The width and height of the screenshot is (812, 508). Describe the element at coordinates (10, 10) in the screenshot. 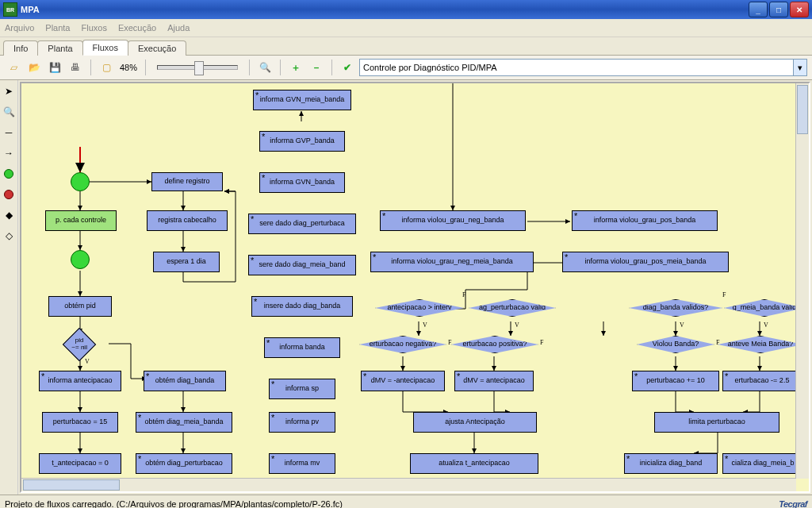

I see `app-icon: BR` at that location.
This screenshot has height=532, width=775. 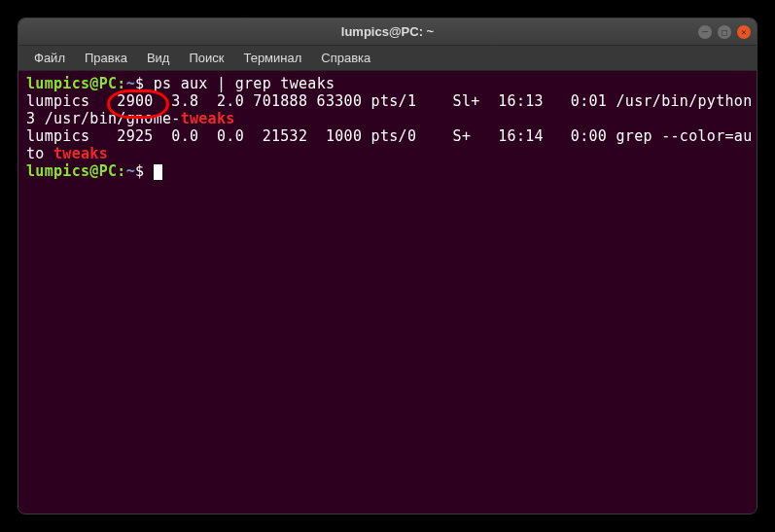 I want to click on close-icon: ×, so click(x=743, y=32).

* * *

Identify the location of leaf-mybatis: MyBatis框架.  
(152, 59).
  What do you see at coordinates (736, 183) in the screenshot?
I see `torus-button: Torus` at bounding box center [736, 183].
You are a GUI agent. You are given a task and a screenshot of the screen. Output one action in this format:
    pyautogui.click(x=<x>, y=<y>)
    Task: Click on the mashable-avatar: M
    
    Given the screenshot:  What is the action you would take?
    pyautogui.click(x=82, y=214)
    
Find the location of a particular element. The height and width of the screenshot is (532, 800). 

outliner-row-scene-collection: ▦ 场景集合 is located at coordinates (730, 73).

==

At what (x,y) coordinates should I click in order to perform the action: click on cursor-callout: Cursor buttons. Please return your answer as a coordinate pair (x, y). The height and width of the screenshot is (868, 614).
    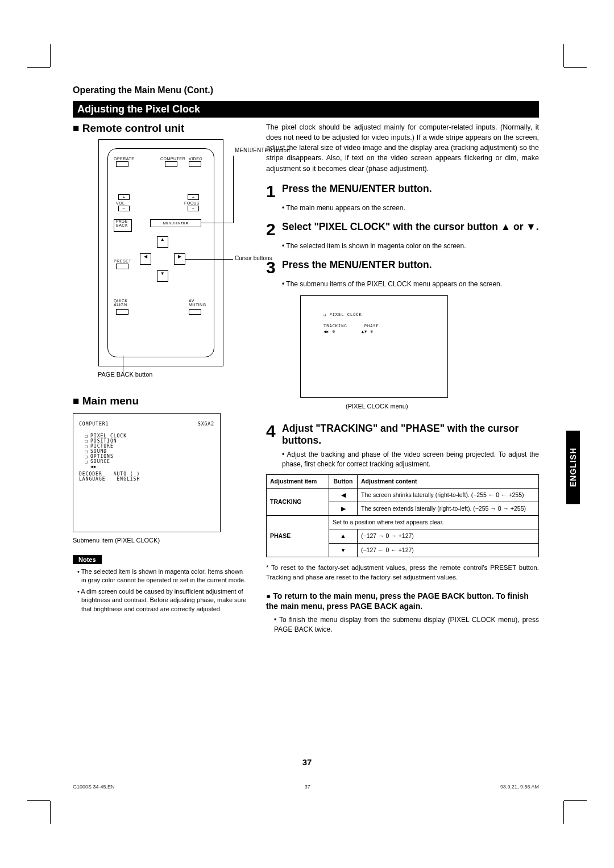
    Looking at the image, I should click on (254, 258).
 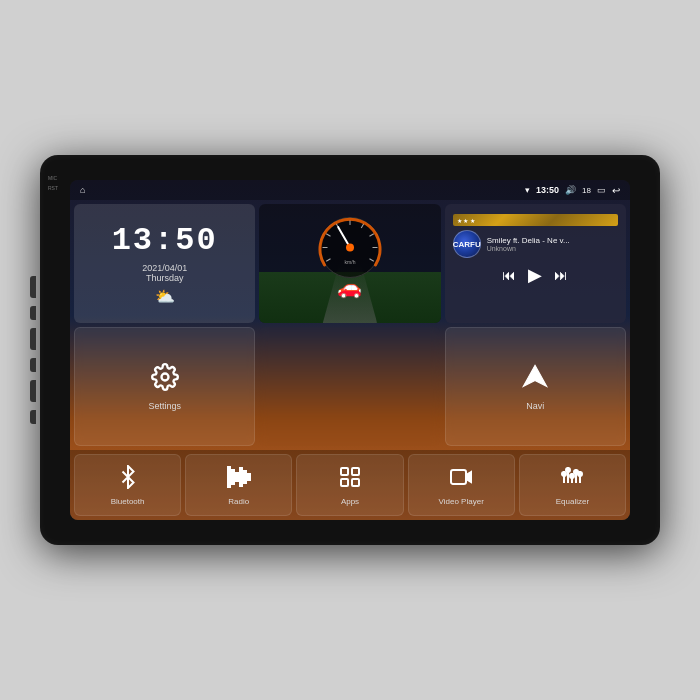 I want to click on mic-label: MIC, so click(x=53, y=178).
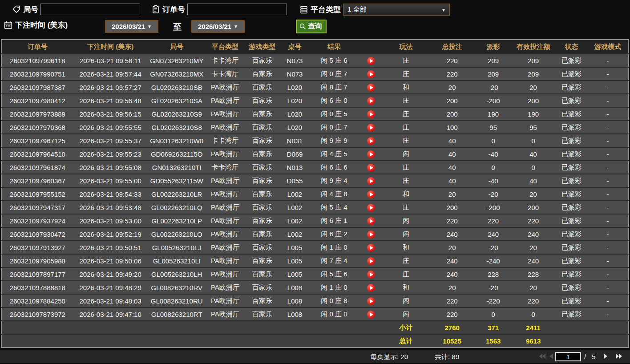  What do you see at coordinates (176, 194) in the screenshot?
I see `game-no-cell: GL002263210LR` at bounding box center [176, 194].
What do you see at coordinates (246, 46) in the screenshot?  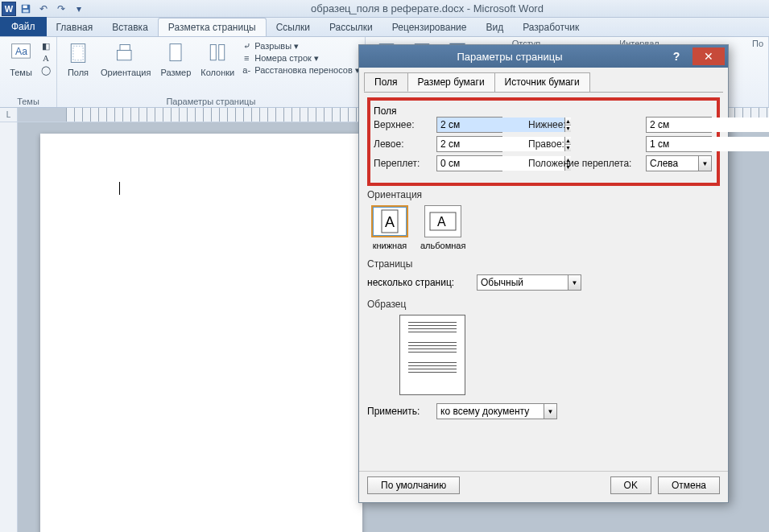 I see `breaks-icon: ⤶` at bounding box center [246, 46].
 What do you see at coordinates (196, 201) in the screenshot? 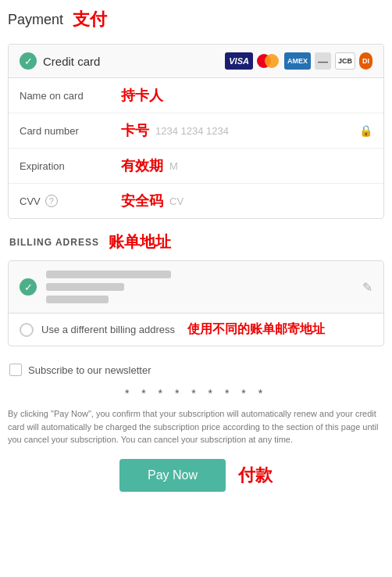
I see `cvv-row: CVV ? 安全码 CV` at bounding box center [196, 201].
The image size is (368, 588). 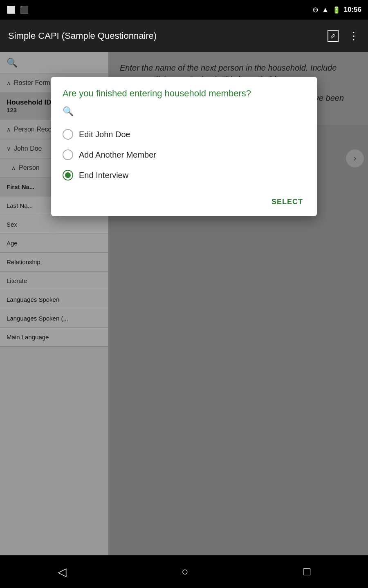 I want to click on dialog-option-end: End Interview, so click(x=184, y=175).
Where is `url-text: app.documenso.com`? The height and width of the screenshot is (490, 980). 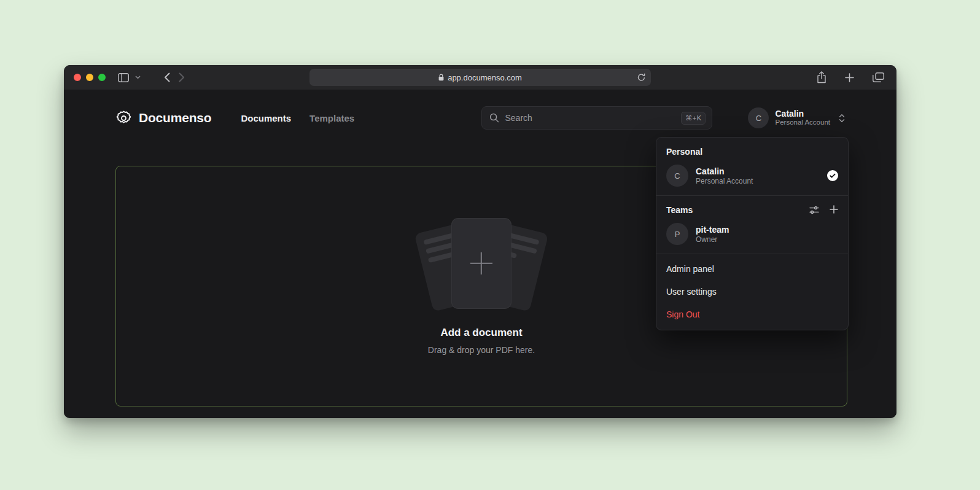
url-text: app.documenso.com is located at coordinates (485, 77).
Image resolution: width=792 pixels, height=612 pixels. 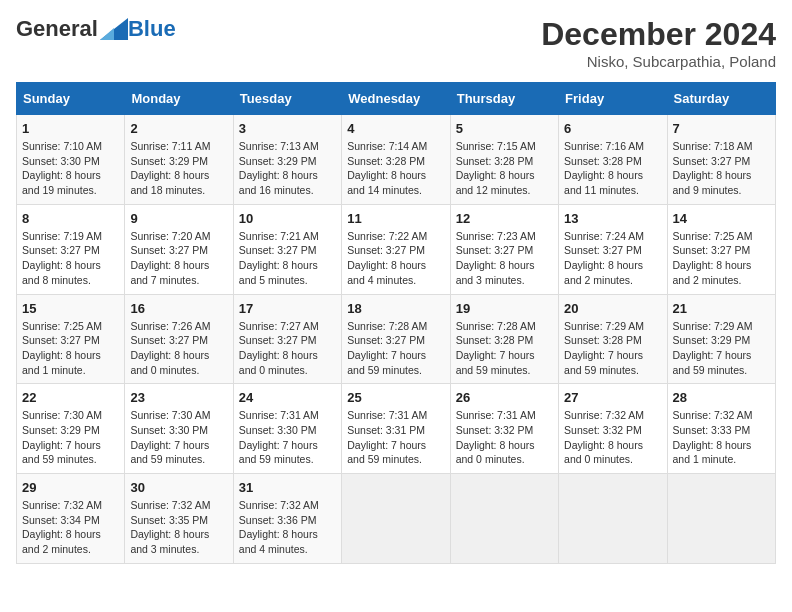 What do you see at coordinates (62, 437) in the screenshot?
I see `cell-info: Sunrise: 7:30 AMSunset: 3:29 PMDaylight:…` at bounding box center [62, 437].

WORK REQUEST: Above are some lines. Repeat exactly, and only, those from the line that has "You are a GUI" through the line that has "Task: Click on the mashable-avatar: M".

EXERCISE RESULT:
You are a GUI agent. You are given a task and a screenshot of the screen. Output one action in this format:
    pyautogui.click(x=<x>, y=<y>)
    Task: Click on the mashable-avatar: M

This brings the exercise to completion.